Task directions: Take the lines from the one with "is (1088, 612)." through the end of the material below and repeat them exactly, dropping every picture.
──────────────────────────────
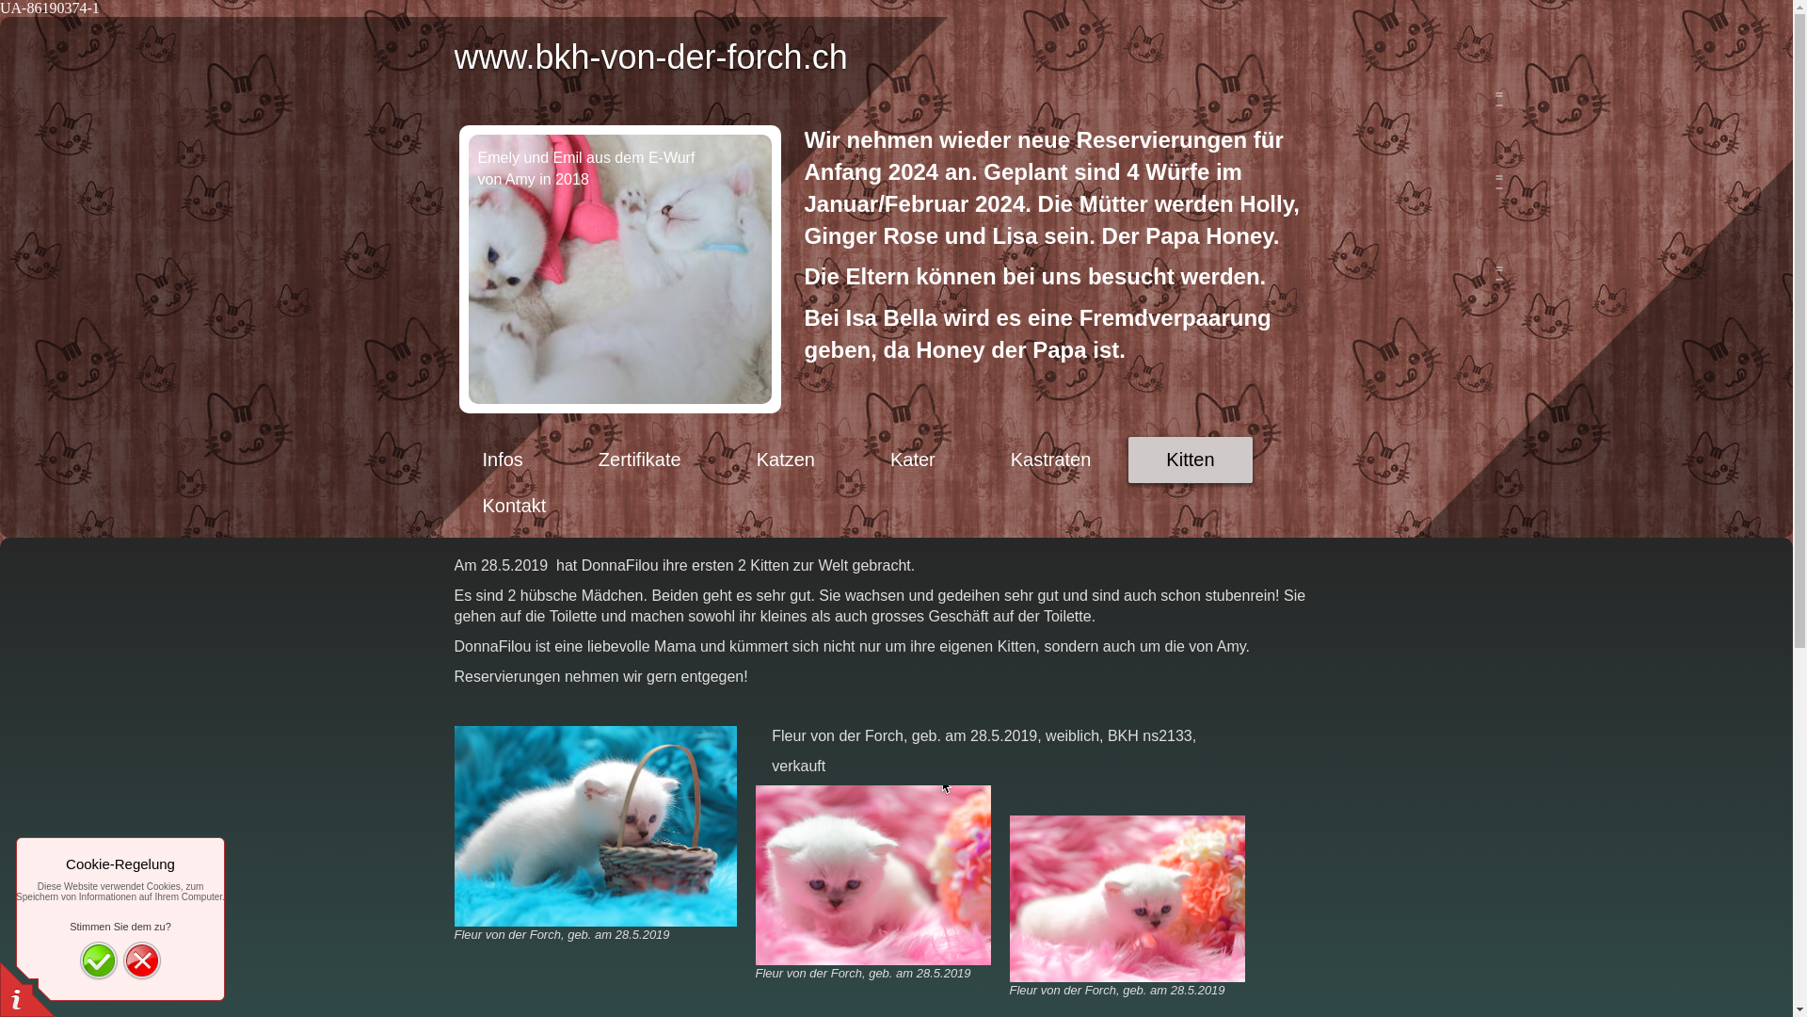  What do you see at coordinates (503, 459) in the screenshot?
I see `Infos` at bounding box center [503, 459].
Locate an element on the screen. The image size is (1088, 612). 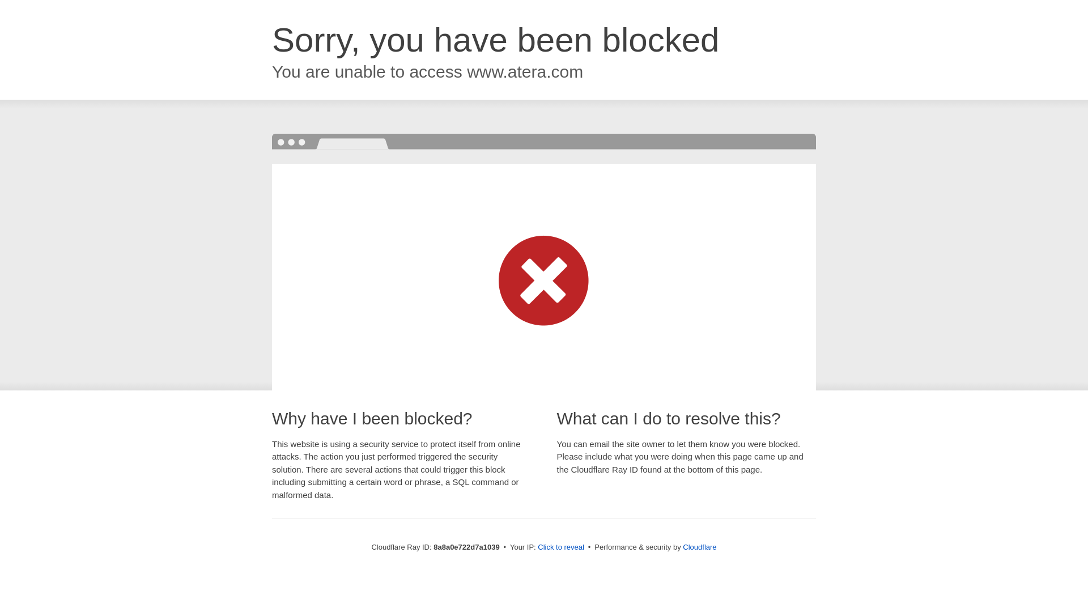
Cloudflare is located at coordinates (699, 547).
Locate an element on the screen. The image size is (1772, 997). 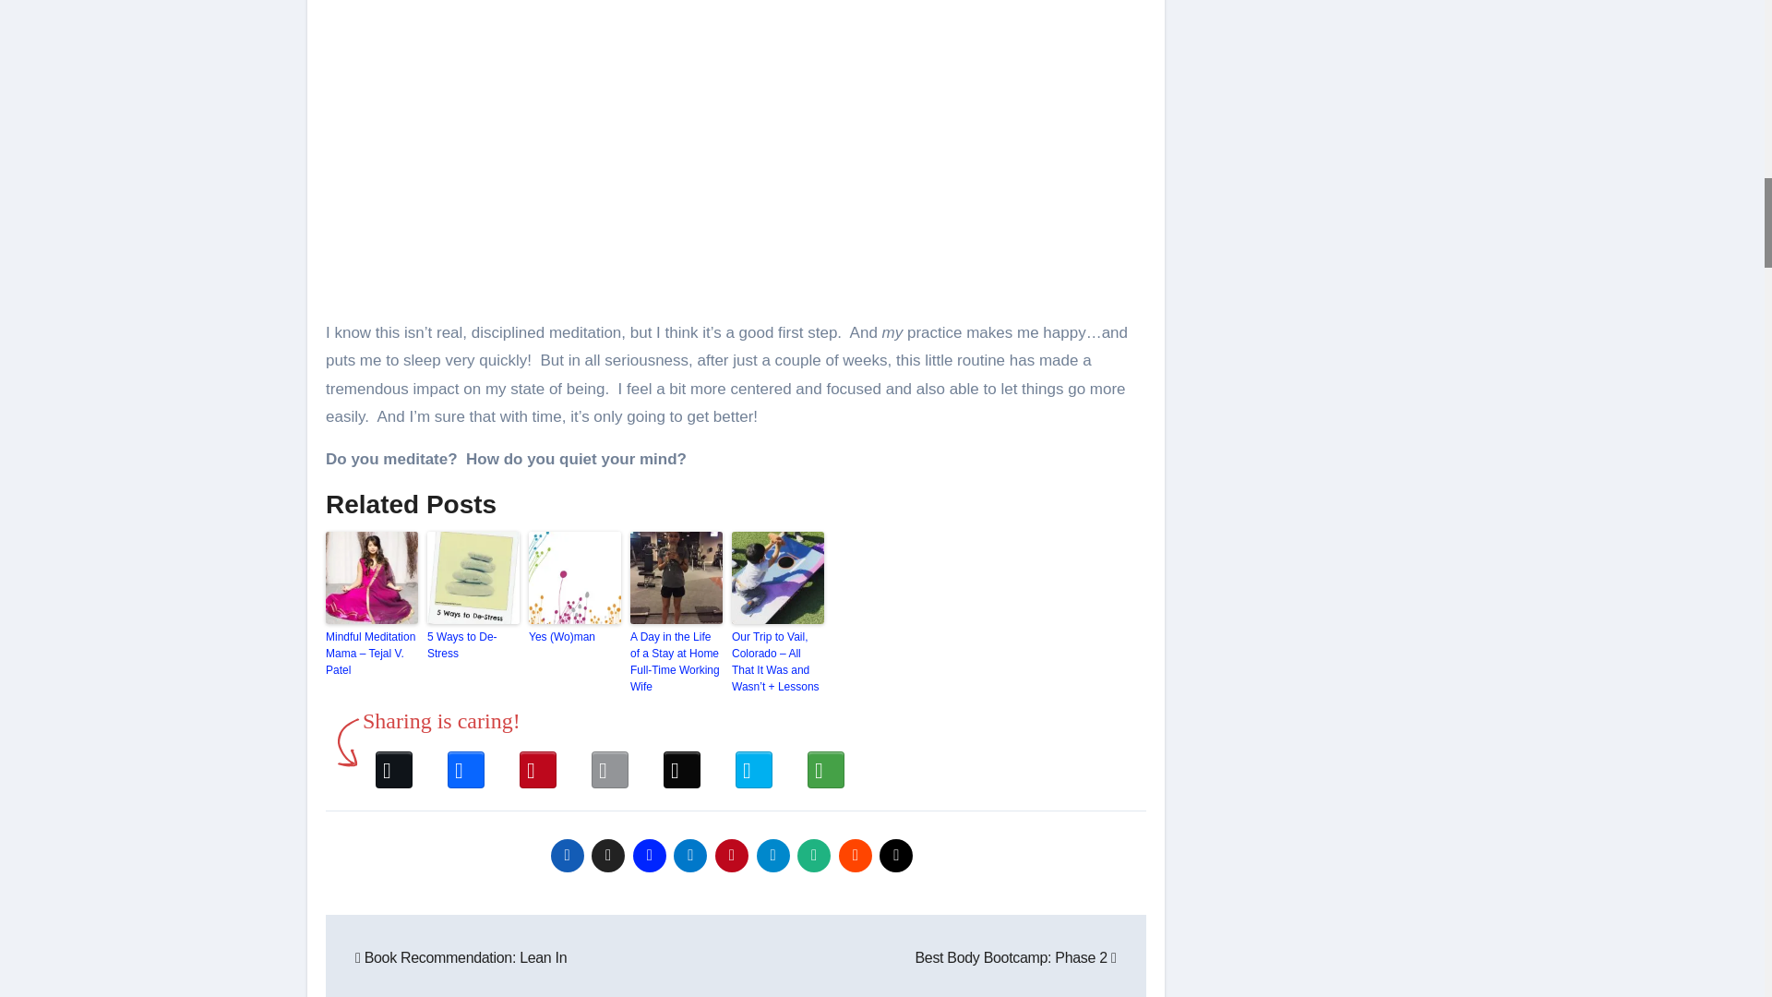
──────────────────────────────
Expected answer:
Locate an element on the screen. The image size is (1088, 612). 
Cloudflare is located at coordinates (699, 547).
Locate an element on the screen. The image size is (1772, 997). 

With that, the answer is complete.